BONNER — A community meeting about a controversial gravel pit proposal in the lower Blackfoot Valley drew a crowd in Bonner on Monday evening.
Watch to hear concerns about the proposed gravel pit:
“I’m going to start off by saying that I understand that we need gravel,” said Caroline Krenn. “I understand that we need that and it’s not about that, it’s about where we’re doing it.”
Krenn and her husband learned in late September that developers were eyeing 64 acres along the Blackfoot River corridor for a gravel mine. It sparked something in her. Since then, she has been busy, starting a grassroots movement, the Blackfoot River Community, to oppose the project and hosting community meetings.
“It just broke our heart, honestly,” she said. “I think a lot of us, we love the rivers and we go to the rivers and we almost, essentially, slightly take them for granted. Until something like this comes along and there's a threat and then you realize, ‘Oh my goodness. I have to stand up and fight for this.’”

Kirk Mace of RCI Properties Incorporated applied for a land use and zoning compliance permit application with Missoula County in September. According to the paperwork, the proposed work would include “opencut, sand and gravel operations to include use of a portable crusher and a portable hot mix asphalt plant.”
Residents started speaking out against the project, with a widely circulated petition, community meetings and messages to county leaders.
Greenough resident Jerry O’Connell is passionate about the Blackfoot. He founded Big Blackfoot Riverkeeper, a local affiliate of an international organization aimed at improving water and watershed health.
“My job, it's a self-appointed job, is to make sure that nothing bad happens to it,” he said. “This gravel pit is one of the examples of what could happen that’s bad to it.”
O’Connell spoke at Monday’s meeting about his concerns about the proposal
“We have so many places we can have gravel pits. There's a lot of gravel in this state,” he said. “To put one in alongside one of the most famous rivers in the world is just unconscionable.”

O’Connell was not alone. The meeting filled the Kettlehouse Taproom in Bonner. Mike Bader, a wildlife consultant and former Yellowstone ranger, spoke about his worries surrounding the project.
“I’ve been using the Blackfoot River for decades and, like most people in Western Montana, it's a real special river and really concerned about the impacts that would occur if this were to happen,” he said. “There's a lot of concerns about air pollution, water pollution. The Blackfoot River is designated as critical habitat for the bull trout. It's an important area for grizzly bears and then there would be a lot of noise and air pollution and traffic problems.”
More than 3,000 people have signed a petition to block the project. They are asking the county to zone the land, looking to disrupt a permit that the developers would need from the county to move on to the Montana Department of Environmental Quality for review.
“When you add all those together, it kind of constitutes an emergency, and so we're all asking the Missoula County commissioners to enact emergency zoning, to sort of put this on hold so we can really study it,” Bader said.
In response, the commissioners sent a letter on Thursday, asking the developer for information and placing a hold on the permit.
“I felt very grateful that they were citing how much the public were speaking up and that they're listening to us,” Krenn said. “It's been really uplifting and it's been really inspiring,I think, to just see how much the river means to our community.”
MTN reached out to RCI Properties for comment, but did not hear back by news time. The county asked for a response to the letter by Dec. 29, 2025.
The Blackfoot River Community does not plan to stop organizing any time soon. Krenn is looking to grow the Blackfoot River Community, creating lawn signs and continuing to push for a hearing on the permit with the county.
“I feel grateful that, at this moment in time, I get to be a spokesperson for the river. Then, not only do I get to do that for a moment while everyone catches on and can become one too,” she said. “It feels good to do it, because it feels like you're standing and making a choice for the river.”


### EXERCISE
Find all the lines in the entries below that hold the word "xlabel" and copy them.

### MATERIAL TO PROCESS
------------------------------------------------------------------------

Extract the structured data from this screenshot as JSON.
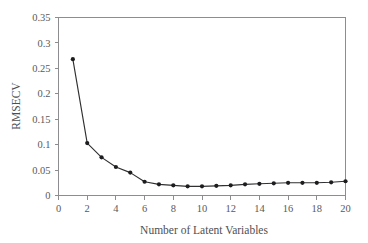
{
  "chart_data": {
    "type": "line",
    "title": "",
    "subtitle": "",
    "xlabel": "Number of Latent Variables",
    "ylabel": "RMSECV",
    "xlim": [
      0,
      20
    ],
    "ylim": [
      0,
      0.35
    ],
    "xticks": [
      0,
      2,
      4,
      6,
      8,
      10,
      12,
      14,
      16,
      18,
      20
    ],
    "xtick_labels": [
      "0",
      "2",
      "4",
      "6",
      "8",
      "10",
      "12",
      "14",
      "16",
      "18",
      "20"
    ],
    "yticks": [
      0,
      0.05,
      0.1,
      0.15,
      0.2,
      0.25,
      0.3,
      0.35
    ],
    "ytick_labels": [
      "0",
      "0.05",
      "0.1",
      "0.15",
      "0.2",
      "0.25",
      "0.3",
      "0.35"
    ],
    "grid": false,
    "legend": null,
    "annotations": [],
    "marker": "filled-circle",
    "line_color": "#303032",
    "marker_color": "#1d1d1f",
    "frame_color": "#8d8d8f",
    "background_color": "#ffffff",
    "x": [
      1,
      2,
      3,
      4,
      5,
      6,
      7,
      8,
      9,
      10,
      11,
      12,
      13,
      14,
      15,
      16,
      17,
      18,
      19,
      20
    ],
    "values": [
      0.268,
      0.103,
      0.075,
      0.056,
      0.045,
      0.027,
      0.022,
      0.02,
      0.018,
      0.018,
      0.019,
      0.02,
      0.022,
      0.023,
      0.024,
      0.025,
      0.025,
      0.025,
      0.026,
      0.028
    ],
    "series": [
      {
        "name": "RMSECV",
        "values": [
          0.268,
          0.103,
          0.075,
          0.056,
          0.045,
          0.027,
          0.022,
          0.02,
          0.018,
          0.018,
          0.019,
          0.02,
          0.022,
          0.023,
          0.024,
          0.025,
          0.025,
          0.025,
          0.026,
          0.028
        ]
      }
    ]
  }
}
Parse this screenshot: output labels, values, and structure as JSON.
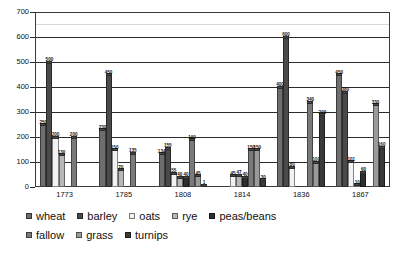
{
  "chart_data": {
    "type": "bar",
    "title": "",
    "subtitle": "",
    "xlabel": "",
    "ylabel": "",
    "ylim": [
      0,
      700
    ],
    "ytick_step": 100,
    "yticks": [
      "0",
      "100",
      "200",
      "300",
      "400",
      "500",
      "600",
      "700"
    ],
    "grid": true,
    "grid_axis": "y",
    "legend_position": "bottom",
    "categories": [
      "1773",
      "1785",
      "1808",
      "1814",
      "1836",
      "1867"
    ],
    "series": [
      {
        "name": "wheat",
        "color": "#6e6e6e",
        "values": [
          250,
          230,
          134,
          null,
          400,
          450
        ]
      },
      {
        "name": "barley",
        "color": "#4a4a4a",
        "values": [
          500,
          450,
          155,
          null,
          600,
          380
        ]
      },
      {
        "name": "oats",
        "color": "#f2f2f2",
        "values": [
          200,
          150,
          55,
          45,
          80,
          101
        ]
      },
      {
        "name": "rye",
        "color": "#b8b8b8",
        "values": [
          130,
          70,
          40,
          47,
          null,
          10
        ]
      },
      {
        "name": "peas/beans",
        "color": "#2e2e2e",
        "values": [
          null,
          null,
          40,
          40,
          null,
          60
        ]
      },
      {
        "name": "fallow",
        "color": "#7a7a7a",
        "values": [
          200,
          135,
          190,
          150,
          340,
          null
        ]
      },
      {
        "name": "grass",
        "color": "#9a9a9a",
        "values": [
          null,
          null,
          45,
          150,
          100,
          330
        ]
      },
      {
        "name": "turnips",
        "color": "#3a3a3a",
        "values": [
          null,
          null,
          1,
          30,
          290,
          160
        ]
      }
    ],
    "bar_labels": {
      "1773": [
        "250",
        "500",
        "200",
        "130",
        "",
        "200",
        "",
        ""
      ],
      "1785": [
        "230",
        "450",
        "150",
        "70",
        "",
        "135",
        "",
        ""
      ],
      "1808": [
        "134",
        "155",
        "55",
        "40",
        "40",
        "190",
        "45",
        "1"
      ],
      "1814": [
        "",
        "",
        "45",
        "47",
        "40",
        "150",
        "150",
        "30"
      ],
      "1836": [
        "400",
        "600",
        "80",
        "",
        "",
        "340",
        "100",
        "290"
      ],
      "1867": [
        "450",
        "380",
        "101",
        "10",
        "60",
        "",
        "330",
        "160"
      ]
    }
  },
  "legend": {
    "row1": [
      {
        "label": "wheat"
      },
      {
        "label": "barley"
      },
      {
        "label": "oats"
      },
      {
        "label": "rye"
      },
      {
        "label": "peas/beans"
      }
    ],
    "row2": [
      {
        "label": "fallow"
      },
      {
        "label": "grass"
      },
      {
        "label": "turnips"
      }
    ]
  }
}
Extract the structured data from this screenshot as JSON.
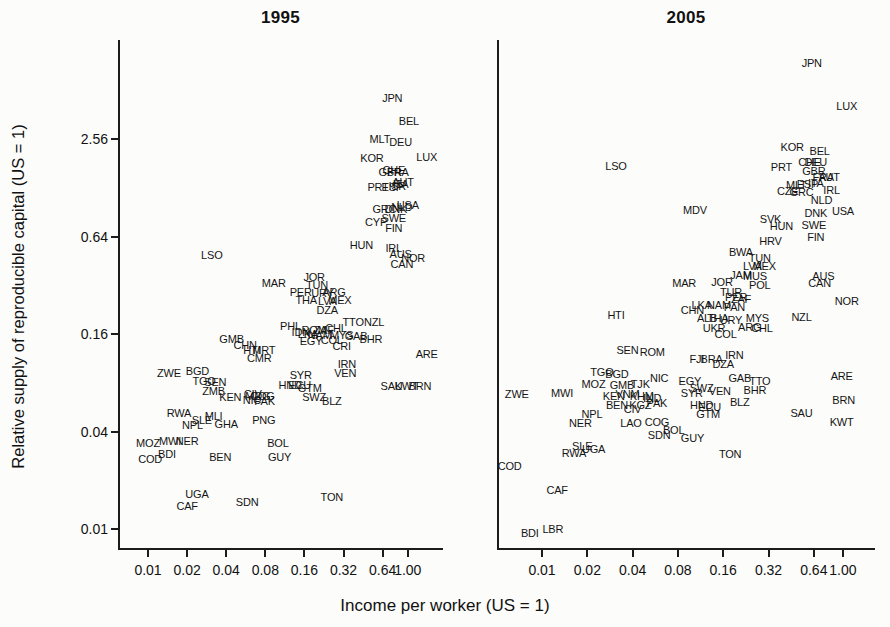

------------------------------------------------------------------------

### WRITTEN ANSWER
    "xlabel": "Number of Latent Variables",
    "xlabel": "",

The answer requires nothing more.